Strike Two for Obama

Remember strike one, Obama's Dukakis'-like moment in the face of a nuclear attack on our cities.

Strike two at the most recent debate on personally meeting as president with the world's bad guys.

And actually I think we have strike three, though this one applies to the other liberal Dem candidates and Hillary as well (though maybe she will flip-flop). Her husband Bill had his own trademark special take on such a situation:
Liberals used to argue that sending U.S. troops abroad was a small price to pay to stop genocide; now they argue that genocide is a small price to pay to bring U.S. troops home.

President Clinton lied in his 1998 apology to survivors of the Rwandan massacre when he suggested that he and his staff hadn't known genocide was taking place. But documents obtained under the Freedom of Information Act in 2004 showed that the Clinton administration referred to the slaughter as genocide in its internal discussions but refused to say so publicly because Clinton had decided against intervention.

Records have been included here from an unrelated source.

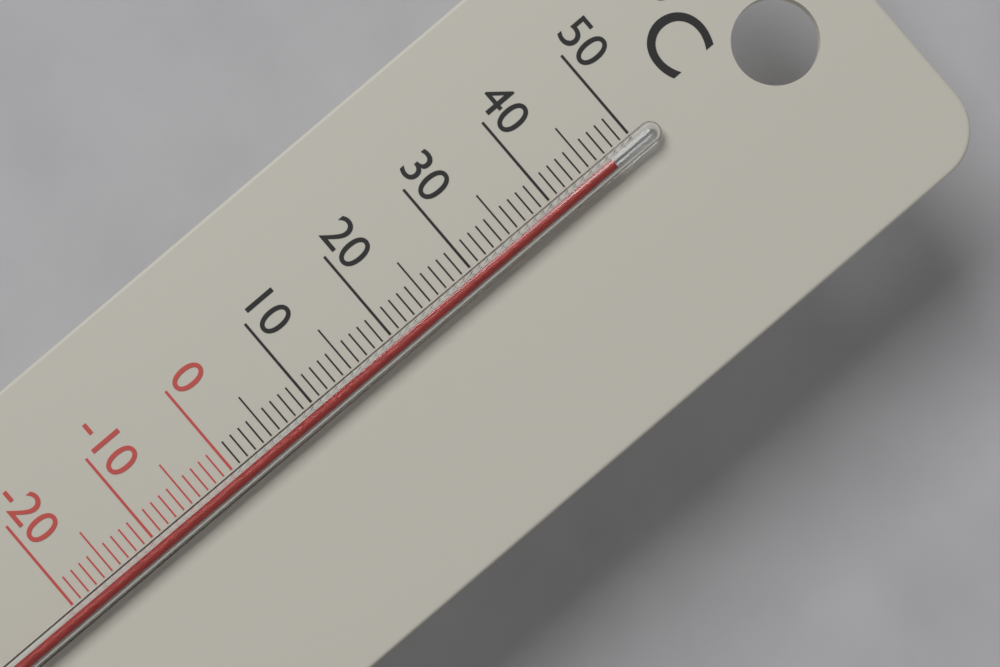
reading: 47 °C
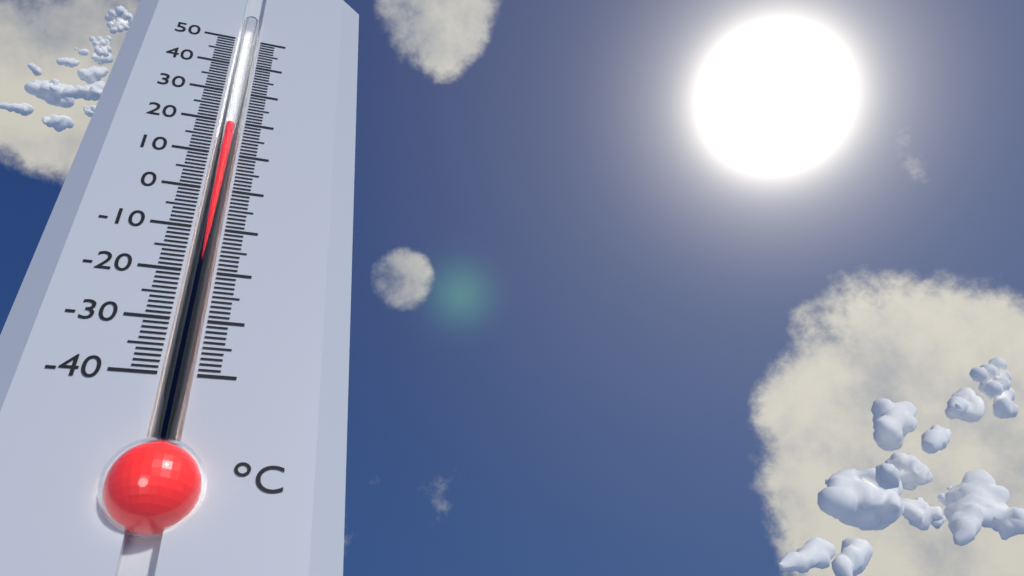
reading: 19 °C
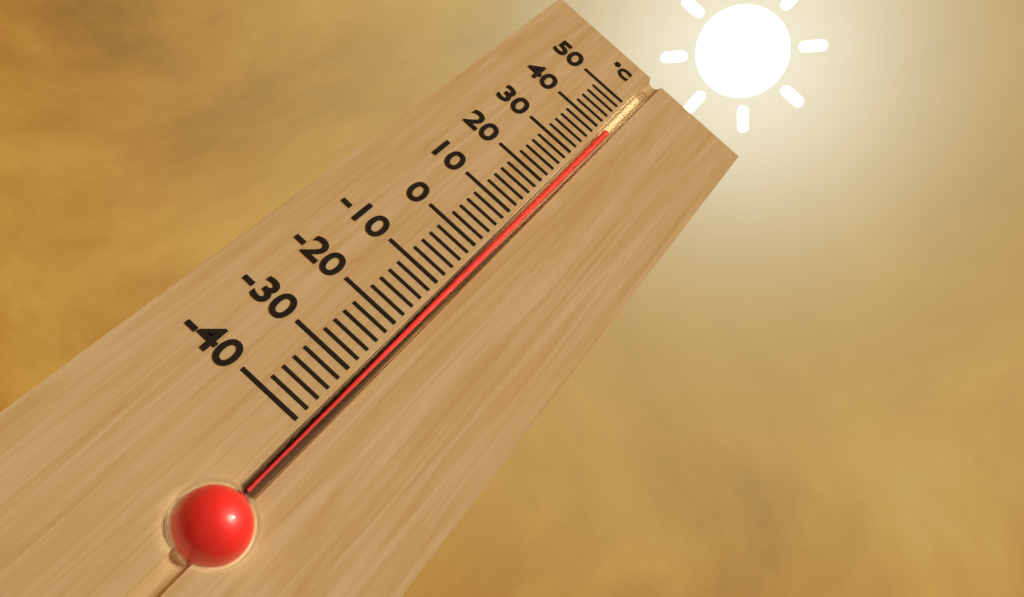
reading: 40 °C
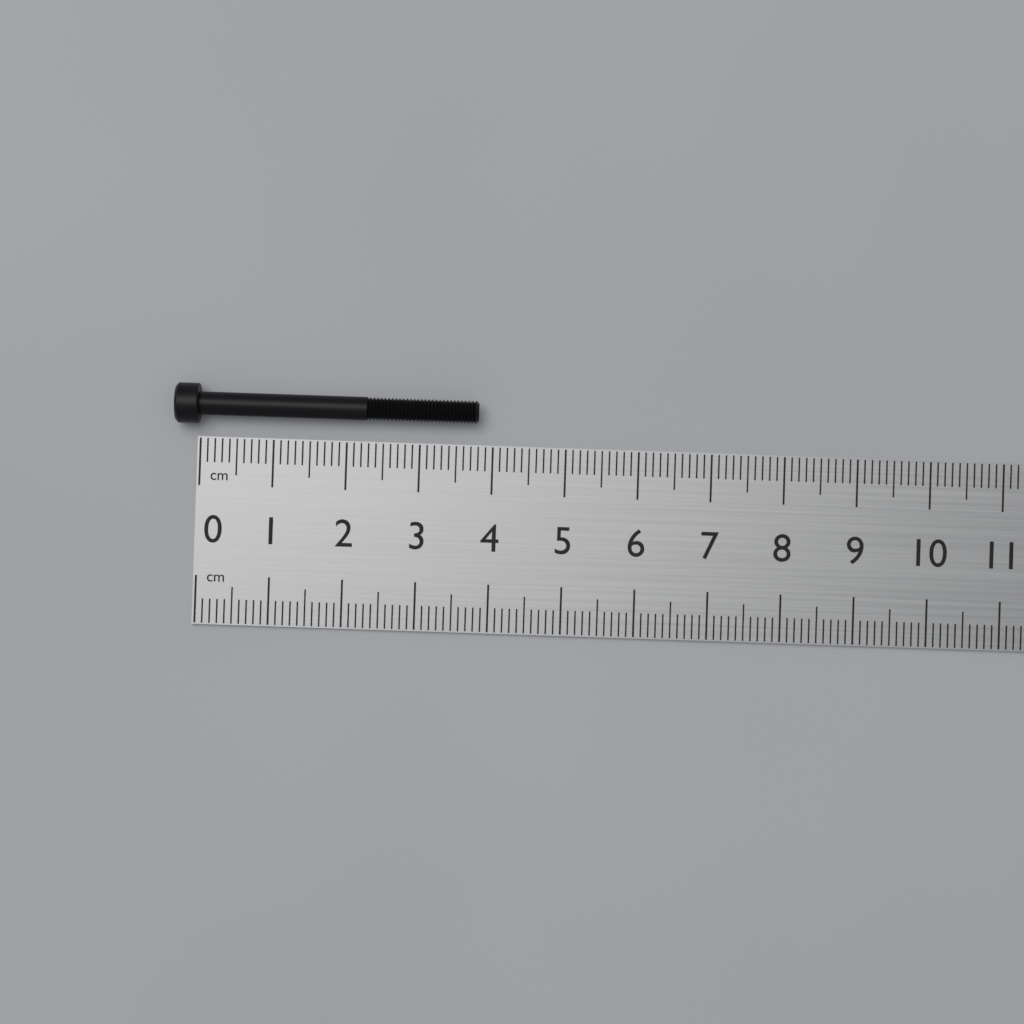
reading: 3.8 cm
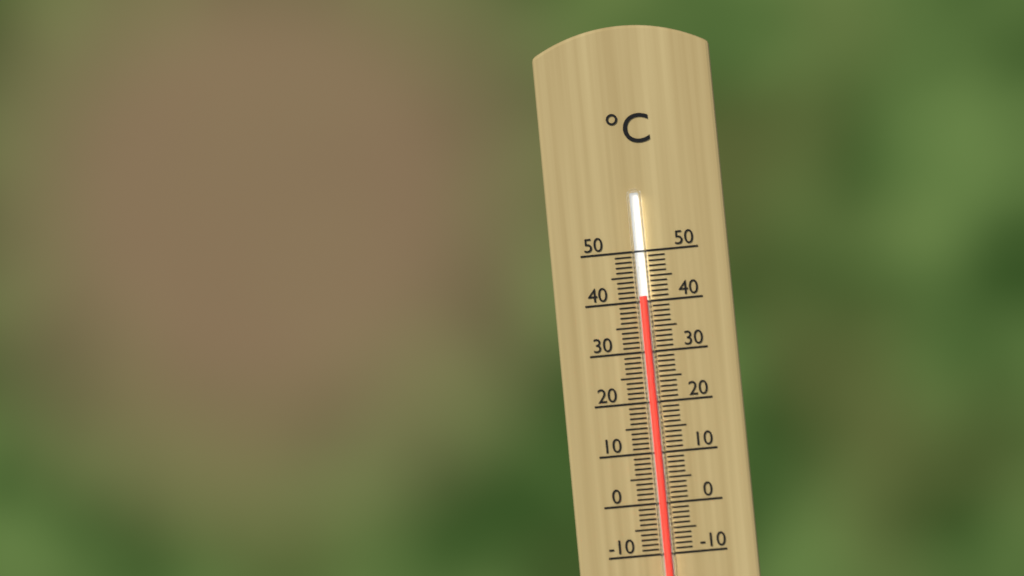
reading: 41 °C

"Genocide can occur anywhere. It is not an African phenomenon," he said in 1998 as part of his apology. "We must have global vigilance. And never again must we be shy in the face of the evidence." Thus, Clinton nicely articulated a moral principle whose moral authority he excluded himself from.
It was typical Clinton photo-op politics, symbolism over substance, such nice amoral sentiment.

But back to the implications for the 2008 election. Charles Krauthammer:
During our 1990s holiday from history, being a national-security amateur was not an issue. Between the 1991 death of the Soviet Union and the terror attacks of 2001, foreign policy played almost no part in our presidential campaigns. But post-9/11, as during the Cold War, the country demands a serious commander in chief. It is hard to imagine that with all the electoral tides running in their favor, the Democrats would risk it all by nominating a novice for a wartime presidency.
Given her temperament and her husband Hillary Clinton makes some staunch Democrats profoundly uneasy, but she may emerge in their minds as most electable even though Obama leads in the Democrats' field of dreams.

UPDATE: Video clips: Obama and Hillary have at it. More from The Politico.